--- TASK INSTRUCTIONS ---
Extract all of the data and reproduce it precisely.

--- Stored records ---
┌──

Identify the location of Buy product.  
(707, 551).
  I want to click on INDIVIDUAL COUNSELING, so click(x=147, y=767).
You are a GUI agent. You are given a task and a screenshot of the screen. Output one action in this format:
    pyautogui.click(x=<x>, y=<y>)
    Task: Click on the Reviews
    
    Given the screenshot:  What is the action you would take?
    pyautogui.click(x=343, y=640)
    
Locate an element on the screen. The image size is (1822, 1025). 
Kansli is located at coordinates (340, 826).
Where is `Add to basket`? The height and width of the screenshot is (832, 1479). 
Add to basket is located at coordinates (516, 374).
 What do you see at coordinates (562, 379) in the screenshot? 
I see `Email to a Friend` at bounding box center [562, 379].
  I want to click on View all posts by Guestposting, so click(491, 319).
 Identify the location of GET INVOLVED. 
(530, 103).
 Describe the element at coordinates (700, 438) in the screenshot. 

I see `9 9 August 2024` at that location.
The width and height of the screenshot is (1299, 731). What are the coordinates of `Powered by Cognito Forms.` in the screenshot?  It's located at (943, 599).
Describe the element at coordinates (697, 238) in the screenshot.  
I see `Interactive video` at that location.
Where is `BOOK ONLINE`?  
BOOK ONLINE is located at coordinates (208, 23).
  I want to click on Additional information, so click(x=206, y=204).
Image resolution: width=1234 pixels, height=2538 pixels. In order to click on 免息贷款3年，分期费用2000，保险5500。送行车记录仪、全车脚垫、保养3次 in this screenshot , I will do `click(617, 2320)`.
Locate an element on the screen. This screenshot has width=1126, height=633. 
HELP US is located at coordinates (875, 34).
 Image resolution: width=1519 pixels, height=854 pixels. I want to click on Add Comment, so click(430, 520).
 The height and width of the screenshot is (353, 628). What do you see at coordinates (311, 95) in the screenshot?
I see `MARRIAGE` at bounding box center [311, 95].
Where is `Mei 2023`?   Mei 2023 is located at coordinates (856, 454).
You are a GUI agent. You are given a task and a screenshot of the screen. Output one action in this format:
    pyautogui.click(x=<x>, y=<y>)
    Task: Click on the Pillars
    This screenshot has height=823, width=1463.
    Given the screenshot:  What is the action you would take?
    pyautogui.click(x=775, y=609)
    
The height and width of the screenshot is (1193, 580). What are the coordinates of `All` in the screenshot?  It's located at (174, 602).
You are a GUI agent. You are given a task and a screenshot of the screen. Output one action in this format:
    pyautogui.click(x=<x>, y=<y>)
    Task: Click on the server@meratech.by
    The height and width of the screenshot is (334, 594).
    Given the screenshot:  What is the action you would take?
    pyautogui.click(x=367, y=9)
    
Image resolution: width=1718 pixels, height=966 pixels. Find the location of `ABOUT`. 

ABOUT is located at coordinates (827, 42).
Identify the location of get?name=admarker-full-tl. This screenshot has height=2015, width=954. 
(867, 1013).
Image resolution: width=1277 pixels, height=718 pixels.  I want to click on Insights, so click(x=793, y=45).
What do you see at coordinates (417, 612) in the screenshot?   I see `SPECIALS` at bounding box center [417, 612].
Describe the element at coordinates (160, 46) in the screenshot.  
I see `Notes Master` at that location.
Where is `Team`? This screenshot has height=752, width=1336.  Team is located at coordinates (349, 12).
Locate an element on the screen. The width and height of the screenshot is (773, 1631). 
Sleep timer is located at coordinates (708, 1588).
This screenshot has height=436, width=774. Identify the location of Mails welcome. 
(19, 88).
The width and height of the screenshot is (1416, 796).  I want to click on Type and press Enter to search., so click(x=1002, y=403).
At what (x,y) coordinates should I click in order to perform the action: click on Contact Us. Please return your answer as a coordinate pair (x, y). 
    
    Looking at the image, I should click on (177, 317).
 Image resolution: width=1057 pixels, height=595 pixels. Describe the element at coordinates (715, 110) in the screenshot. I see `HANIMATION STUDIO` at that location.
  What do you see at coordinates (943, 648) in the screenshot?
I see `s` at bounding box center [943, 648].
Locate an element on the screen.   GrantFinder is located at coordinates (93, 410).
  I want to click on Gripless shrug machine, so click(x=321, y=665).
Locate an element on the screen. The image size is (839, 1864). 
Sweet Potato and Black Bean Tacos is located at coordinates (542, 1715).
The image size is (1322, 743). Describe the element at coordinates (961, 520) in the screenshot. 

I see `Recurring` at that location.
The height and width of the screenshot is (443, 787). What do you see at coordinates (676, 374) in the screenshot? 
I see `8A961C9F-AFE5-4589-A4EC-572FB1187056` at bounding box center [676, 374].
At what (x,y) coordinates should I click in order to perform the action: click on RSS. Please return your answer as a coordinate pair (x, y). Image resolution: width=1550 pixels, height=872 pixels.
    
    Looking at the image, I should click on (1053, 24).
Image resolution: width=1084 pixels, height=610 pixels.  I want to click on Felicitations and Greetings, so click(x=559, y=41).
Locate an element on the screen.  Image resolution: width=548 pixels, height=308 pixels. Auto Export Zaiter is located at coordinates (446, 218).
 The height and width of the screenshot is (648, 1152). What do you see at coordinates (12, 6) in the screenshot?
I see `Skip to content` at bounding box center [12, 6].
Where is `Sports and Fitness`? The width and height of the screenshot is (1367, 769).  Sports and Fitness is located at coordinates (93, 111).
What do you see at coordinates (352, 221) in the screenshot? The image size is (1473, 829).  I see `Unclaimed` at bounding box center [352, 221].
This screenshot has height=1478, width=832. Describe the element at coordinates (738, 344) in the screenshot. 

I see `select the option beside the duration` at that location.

└──

--- SOLUTION FOR THIS TASK ---
Identify the location of Buy product.  
(707, 551).
  I want to click on INDIVIDUAL COUNSELING, so click(x=147, y=767).
You are a GUI agent. You are given a task and a screenshot of the screen. Output one action in this format:
    pyautogui.click(x=<x>, y=<y>)
    Task: Click on the Reviews
    
    Given the screenshot:  What is the action you would take?
    pyautogui.click(x=343, y=640)
    
Locate an element on the screen. The image size is (1822, 1025). 
Kansli is located at coordinates (340, 826).
Where is `Add to basket`? The height and width of the screenshot is (832, 1479). 
Add to basket is located at coordinates (516, 374).
 What do you see at coordinates (562, 379) in the screenshot? 
I see `Email to a Friend` at bounding box center [562, 379].
  I want to click on View all posts by Guestposting, so click(491, 319).
 Identify the location of GET INVOLVED. 
(530, 103).
 Describe the element at coordinates (700, 438) in the screenshot. 

I see `9 9 August 2024` at that location.
The width and height of the screenshot is (1299, 731). What are the coordinates of `Powered by Cognito Forms.` in the screenshot?  It's located at (943, 599).
Describe the element at coordinates (697, 238) in the screenshot.  
I see `Interactive video` at that location.
Where is `BOOK ONLINE`?  
BOOK ONLINE is located at coordinates (208, 23).
  I want to click on Additional information, so click(x=206, y=204).
Image resolution: width=1234 pixels, height=2538 pixels. In order to click on 免息贷款3年，分期费用2000，保险5500。送行车记录仪、全车脚垫、保养3次 in this screenshot , I will do `click(617, 2320)`.
Locate an element on the screen. This screenshot has width=1126, height=633. 
HELP US is located at coordinates (875, 34).
 Image resolution: width=1519 pixels, height=854 pixels. I want to click on Add Comment, so click(430, 520).
 The height and width of the screenshot is (353, 628). What do you see at coordinates (311, 95) in the screenshot?
I see `MARRIAGE` at bounding box center [311, 95].
Where is `Mei 2023`?   Mei 2023 is located at coordinates (856, 454).
You are a GUI agent. You are given a task and a screenshot of the screen. Output one action in this format:
    pyautogui.click(x=<x>, y=<y>)
    Task: Click on the Pillars
    This screenshot has height=823, width=1463.
    Given the screenshot:  What is the action you would take?
    pyautogui.click(x=775, y=609)
    
The height and width of the screenshot is (1193, 580). What are the coordinates of `All` in the screenshot?  It's located at (174, 602).
You are a GUI agent. You are given a task and a screenshot of the screen. Output one action in this format:
    pyautogui.click(x=<x>, y=<y>)
    Task: Click on the server@meratech.by
    The height and width of the screenshot is (334, 594).
    Given the screenshot:  What is the action you would take?
    pyautogui.click(x=367, y=9)
    
Image resolution: width=1718 pixels, height=966 pixels. Find the location of `ABOUT`. 

ABOUT is located at coordinates (827, 42).
Identify the location of get?name=admarker-full-tl. This screenshot has height=2015, width=954. 
(867, 1013).
Image resolution: width=1277 pixels, height=718 pixels.  I want to click on Insights, so click(x=793, y=45).
What do you see at coordinates (417, 612) in the screenshot?   I see `SPECIALS` at bounding box center [417, 612].
Describe the element at coordinates (160, 46) in the screenshot.  
I see `Notes Master` at that location.
Where is `Team`? This screenshot has height=752, width=1336.  Team is located at coordinates (349, 12).
Locate an element on the screen. The width and height of the screenshot is (773, 1631). 
Sleep timer is located at coordinates (708, 1588).
This screenshot has height=436, width=774. Identify the location of Mails welcome. 
(19, 88).
The width and height of the screenshot is (1416, 796).  I want to click on Type and press Enter to search., so click(x=1002, y=403).
At what (x,y) coordinates should I click in order to perform the action: click on Contact Us. Please return your answer as a coordinate pair (x, y). 
    
    Looking at the image, I should click on (177, 317).
 Image resolution: width=1057 pixels, height=595 pixels. Describe the element at coordinates (715, 110) in the screenshot. I see `HANIMATION STUDIO` at that location.
  What do you see at coordinates (943, 648) in the screenshot?
I see `s` at bounding box center [943, 648].
Locate an element on the screen.   GrantFinder is located at coordinates (93, 410).
  I want to click on Gripless shrug machine, so click(x=321, y=665).
Locate an element on the screen. The image size is (839, 1864). 
Sweet Potato and Black Bean Tacos is located at coordinates (542, 1715).
The image size is (1322, 743). Describe the element at coordinates (961, 520) in the screenshot. 

I see `Recurring` at that location.
The height and width of the screenshot is (443, 787). What do you see at coordinates (676, 374) in the screenshot? 
I see `8A961C9F-AFE5-4589-A4EC-572FB1187056` at bounding box center [676, 374].
At what (x,y) coordinates should I click in order to perform the action: click on RSS. Please return your answer as a coordinate pair (x, y). Image resolution: width=1550 pixels, height=872 pixels.
    
    Looking at the image, I should click on (1053, 24).
Image resolution: width=1084 pixels, height=610 pixels.  I want to click on Felicitations and Greetings, so click(x=559, y=41).
Locate an element on the screen.  Image resolution: width=548 pixels, height=308 pixels. Auto Export Zaiter is located at coordinates (446, 218).
 The height and width of the screenshot is (648, 1152). What do you see at coordinates (12, 6) in the screenshot?
I see `Skip to content` at bounding box center [12, 6].
Where is `Sports and Fitness`? The width and height of the screenshot is (1367, 769).  Sports and Fitness is located at coordinates (93, 111).
What do you see at coordinates (352, 221) in the screenshot? The image size is (1473, 829).  I see `Unclaimed` at bounding box center [352, 221].
This screenshot has height=1478, width=832. Describe the element at coordinates (738, 344) in the screenshot. 

I see `select the option beside the duration` at that location.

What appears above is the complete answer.